PHOTO CREDIT: University of Utah
A simulation of an ice inhibiting molecule. The molecule, in red, is like a weight on the surface of the ice crystal, curving it and preventing further ice crystal growth.
Cell therapies hold great promise for revolutionizing the treatment of cancers and autoimmune diseases. But this multibillion-dollar industry requires long-term storage of cells at super-cold cryogenic conditions, while ensuring they’ll continue to function upon thawing. However, these cold temperatures trigger the formation and growth of ice, which can pierce and tear apart cells. Research published in the Journal of the American Chemical Society by University of Utah chemists Pavithra Naullage and Valeria Molinero provides the foundation to design efficient polymers that can prevent the growth of ice that damages cells.
Nature’s antifreeze
Current strategies to cryopreserve cells and organs involve bathing them with large amounts of dimethyl sulfoxide, a toxic chemical that messes up ice formation but stresses the cells, decreasing their odds for survival.
Nature, however, has found a way to keep organisms alive under extreme cold conditions: antifreeze proteins. Fish, insects and other cold-blooded organisms have evolved potent antifreeze glycoproteins that bind to ice crystallites and halt them from growing and damaging cells.
The growing area of cell-based therapeutics demands the development of potent inhibitors of ice recrystallization that can compete in activity with natural antifreeze glycoproteins but do not have the cost and toxicity of dimethyl sulfoxide. This demand has propelled the synthesis of polymers that mimic the action of antifreeze glycoproteins. But the most potent synthetic ice recrystallization inhibitor found to date, polyvinyl alcohol (PVA), is orders of magnitude less potent than natural glycoproteins.
“Efforts to identify stronger inhibitors for ice growth seem to have stalled, as there is not yet a molecular understanding of the factors that limits the ice recrystallization inhibition efficiency of polymers,” Molinero says.
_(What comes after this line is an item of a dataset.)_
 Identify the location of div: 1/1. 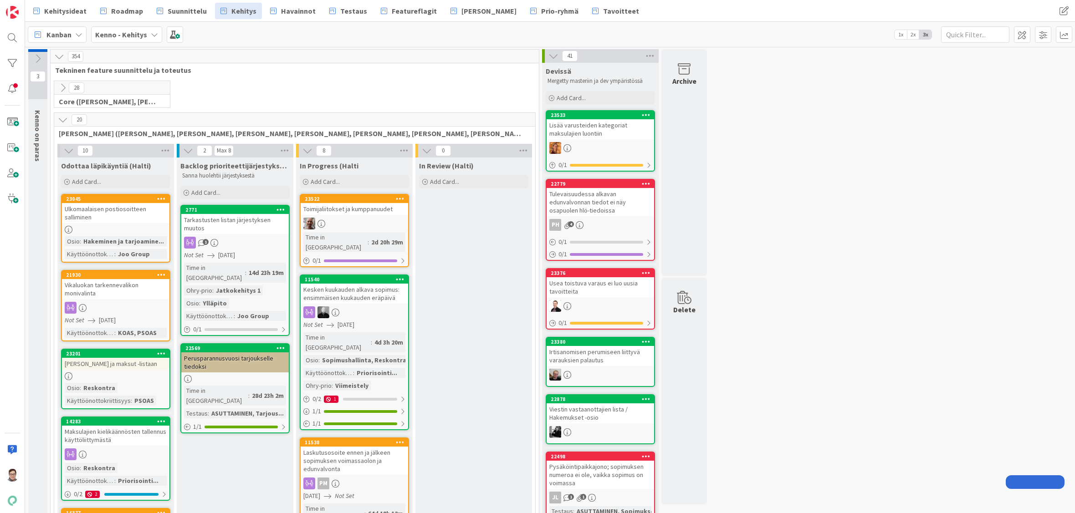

A hidden polymer design variable
How do molecules prevent ice crystals from getting bigger? Molecules that bind strongly to ice pin its surface—like stones on a pillow—making the ice front develop a curved surface around the molecules. This curvature destabilizes the ice crystal, halting its growth. Molecules that stay bound to ice for times longer than the time it takes to grow ice crystals succeed in preventing further growth and recrystallization.
Molinero and Naullage used large-scale molecular simulations to elucidate the molecular underpinnings of how flexibility, length and functionalization of polymers control their binding to ice and their efficiency to prevent ice growth. Their study shows that the bound time of the molecules at the ice surface is controlled by the strength of their ice binding coupled with the length of the polymer and how fast they propagate on the ice surface.
“We found that the efficiency of flexible polymers in halting ice growth is limited by the slow propagation of their binding to ice,” Molinero says.
The study dissects the various factors that control the binding of flexible polymers to ice and that account for the gap in potency of PVA and natural antifreeze glycoproteins. In a nutshell, each block of antifreeze glycoproteins binds more strongly to ice than PVA does, and are also favored by their secondary molecular structure that segregates the binding and non-binding blocks to allow them to attach faster to ice to stop its growth.
“To our knowledge, this work is first to identity the time of propagation of binding as a key variable in the design of efficient ice-binding flexible polymers,” Naullage says. “Our study sets the stage for the de novo design of flexible polymers that can meet or even surpass the efficiency of antifreeze glycoproteins and make an impact in biomedical research.”